Death is a predator that stalks us all. In my years of living and studying
the medicine ways of the Inka I have come to understand that the animistic
thinking of shamanism is far from primitive. To the contrary, it is complex
and elegant. To the shaman, for example, there is no difference between being
killed by a jaguar or by a microbe. For us one is a disease, and the other
an unfortunate accident. It is essential to be in good relationship to both
the microbes and jaguars. When you are not in proper relationship, death
begins to stalk you. I believe that most of us have already chosen how we
are going to die, in the same way that we have chosen how we are going to
live. Don Humberto, the chief of the Q'ero nation, later said to me that
in order to shed the life that had been selected for us, we first had to
shed the death that had been selected for us.
More important, in the Jaguar Lagoon we shed our relationship with temporal
life. As the end of time is already upon us we must learn to
engage non-causal relationships with life. Most of us are irreparably bound
to ordinary time and causality, to cause and effect. We define who we were
today by an event that happened to us twenty years or twenty minutes earlier.

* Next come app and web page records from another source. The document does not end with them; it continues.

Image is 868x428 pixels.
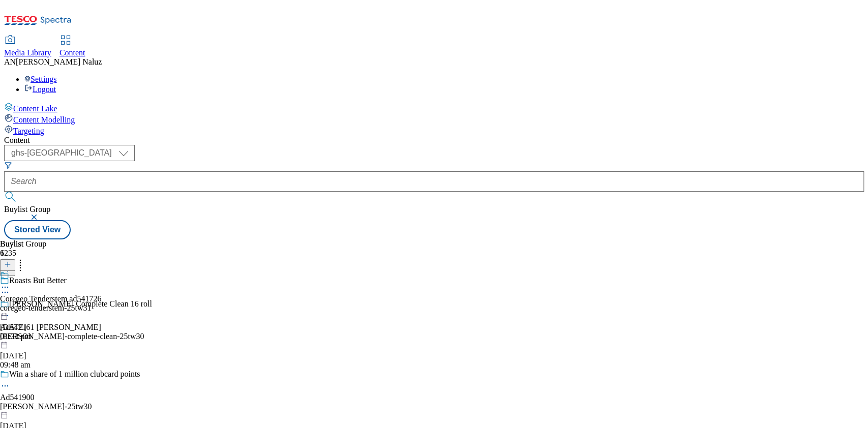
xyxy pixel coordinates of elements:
[9,300,152,309] div: [PERSON_NAME] Complete Clean 16 roll
[13,115,75,124] span: Content Modelling
[4,171,863,192] input: Search
[4,161,12,169] svg: Search Filters
[4,48,51,57] span: Media Library
[25,85,56,93] a: Logout
[4,124,863,136] a: Targeting
[4,58,16,66] span: AN
[59,48,85,57] span: Content
[4,36,51,58] a: Media Library
[16,58,101,66] span: [PERSON_NAME] Naluz
[25,75,57,83] a: Settings
[4,220,70,240] button: Stored View
[9,369,141,379] div: Win a share of 1 million clubcard points
[4,136,863,145] div: Content
[13,127,44,135] span: Targeting
[4,205,50,214] span: Buylist Group
[59,36,85,58] a: Content
[13,104,58,112] span: Content Lake
[4,102,863,113] a: Content Lake
[4,113,863,124] a: Content Modelling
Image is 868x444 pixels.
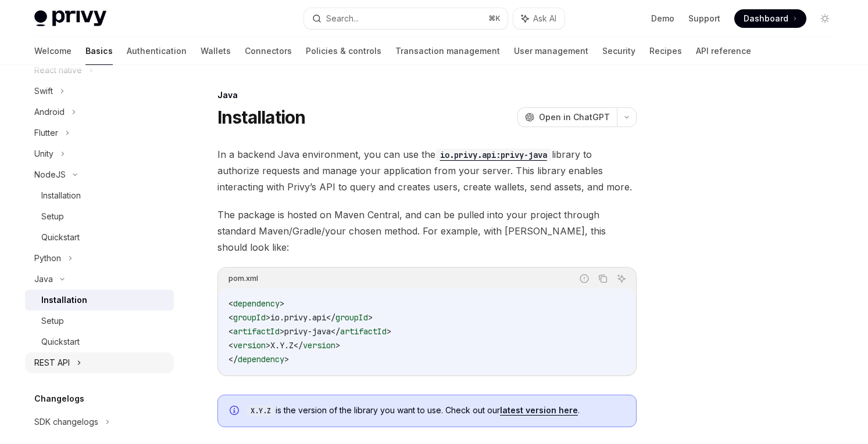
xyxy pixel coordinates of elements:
[34,147,53,161] div: Unity
[41,189,81,203] div: Installation
[218,207,637,256] span: The package is hosted on Maven Central, and can be pulled into your project through standard Mave...
[228,271,258,286] div: pom.xml
[688,13,721,25] a: Support
[25,185,174,206] a: Installation
[34,416,98,429] div: SDK changelogs
[233,340,266,351] span: version
[25,332,174,353] a: Quickstart
[34,272,53,286] div: Java
[577,271,592,286] button: Report incorrect code
[41,210,64,223] div: Setup
[331,327,340,337] span: </
[284,354,289,365] span: >
[335,340,340,351] span: >
[41,335,79,349] div: Quickstart
[218,147,637,195] span: In a backend Java environment, you can use the library to authorize requests and manage your appl...
[34,251,61,265] div: Python
[303,340,335,351] span: version
[335,312,368,323] span: groupId
[34,392,85,406] h5: Changelogs
[34,356,70,370] div: REST API
[230,406,241,418] svg: Info
[126,37,186,65] a: Authentication
[293,340,303,351] span: </
[238,354,284,365] span: dependency
[218,90,637,101] div: Java
[395,37,500,65] a: Transaction management
[246,405,625,417] span: is the version of the library you want to use. Check out our .
[233,312,266,323] span: groupId
[228,354,238,365] span: </
[534,13,557,25] span: Ask AI
[284,327,331,337] span: privy-java
[696,37,751,65] a: API reference
[34,105,64,119] div: Android
[41,293,88,307] div: Installation
[266,340,270,351] span: >
[218,107,306,128] h1: Installation
[651,13,674,25] a: Demo
[34,84,53,98] div: Swift
[228,327,233,337] span: <
[514,37,588,65] a: User management
[306,37,382,65] a: Policies & controls
[34,126,58,140] div: Flutter
[513,8,565,29] button: Ask AI
[326,312,335,323] span: </
[539,111,610,123] span: Open in ChatGPT
[326,12,358,25] div: Search...
[435,149,551,161] code: io.privy.api:privy-java
[246,405,275,417] code: X.Y.Z
[744,13,789,25] span: Dashboard
[25,311,174,332] a: Setup
[270,340,293,351] span: X.Y.Z
[596,271,611,286] button: Copy the contents from the code block
[280,298,284,309] span: >
[41,230,79,244] div: Quickstart
[245,37,292,65] a: Connectors
[34,10,106,27] img: light logo
[41,314,64,328] div: Setup
[816,9,834,28] button: Toggle dark mode
[270,312,326,323] span: io.privy.api
[368,312,373,323] span: >
[25,227,174,248] a: Quickstart
[518,108,617,127] button: Open in ChatGPT
[233,327,280,337] span: artifactId
[228,340,233,351] span: <
[233,298,280,309] span: dependency
[340,327,387,337] span: artifactId
[602,37,635,65] a: Security
[228,312,233,323] span: <
[201,37,230,65] a: Wallets
[650,37,682,65] a: Recipes
[304,8,507,29] button: Search...⌘K
[85,37,113,65] a: Basics
[435,149,551,160] a: io.privy.api:privy-java
[266,312,270,323] span: >
[34,37,72,65] a: Welcome
[25,206,174,227] a: Setup
[500,405,578,416] a: latest version here
[280,327,284,337] span: >
[228,298,233,309] span: <
[614,271,629,286] button: Ask AI
[25,290,174,311] a: Installation
[387,327,391,337] span: >
[734,9,807,28] a: Dashboard
[489,14,501,23] span: ⌘ K
[34,168,66,182] div: NodeJS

Who we are today is the effect of an earlier cause. At this time in history
we need to learn to define ourselves in terms of who we are becoming, not
only whom we have been. When we transcend our ordinary relationships with
time, we can influence destiny.
On my way back to camp I spotted Diablo, my blindfolded horse. The sun was
just setting, and the snow capped tip of the mountain seemed on fire. I walked
up and untied the bandanna that covered his eyes. He looked at me squinting,
blinded by the Andean sun, and bolted away.
The Star Rites are held at the Snow Star, at Mt. Ausangate. They are believed
to summon the return of the Inka. Before Spanish rule, the Inka were the
political and spiritual leaders of a mighty empire that spanned a large part
of South America. But the shamans are not speaking about the return of a
ruler that will re-establish the now-forgotten glory of the empire. They
speak of the possibility of Luminous Ones emerging among us.
The processes the Inka shamans have been the keepers of are known as Karpay,
the great rites of passage. The Karpay connect the person to an ancient lineage
of knowledge and power that cannot be accessed individually - it can only
be summoned as a village. This power can ultimately provide the fuel for
an individual to leap into the body of an Inka, a luminous one, someone who
is directly connected to the source that fuels stars. A person who completes
the cycle of ceremony of the Karpay is able to emerge into the fifth Sun,
similar to the Hopi prophecies of emerging into the fifth world. They can
become the Luminous One, also known as Man (or Woman) who walks in
Peace.
The
Karpay starts with a despacho. The despacho is a ceremony central to all
Andean shamanism, and the word literally means a 'give away' or 'offering'
prepared with the fruits of the Earth - seeds of corn, quinoa and the coca
plant.
When the offerings that go into the despacho are complete, the shamans 'cleanse'
us with the medicine bundles they had prepared. This would extract any huchas,
or heavy energies associated with our past - the pain, grief and discontent
that we all carry from our personal histories, as well as the violence we
carry within us. After the cleansing, we received a ritual transmission of
the Inka lineage. By evening time, as the ceremony was coming to an end,
they explained that the seeds of an Inka had been planted in us. It was up
to each of us now to grow these seeds.
The Inka believe that the doorways between the worlds are opening - holes
in time that we can step through and beyond, where we can explore our nascent
human capabilities. We can craft new physical bodies that age differently,
that heal differently, and that die differently. We can create a world where
our children live in peace. We can bring balance and beauty to the Earth.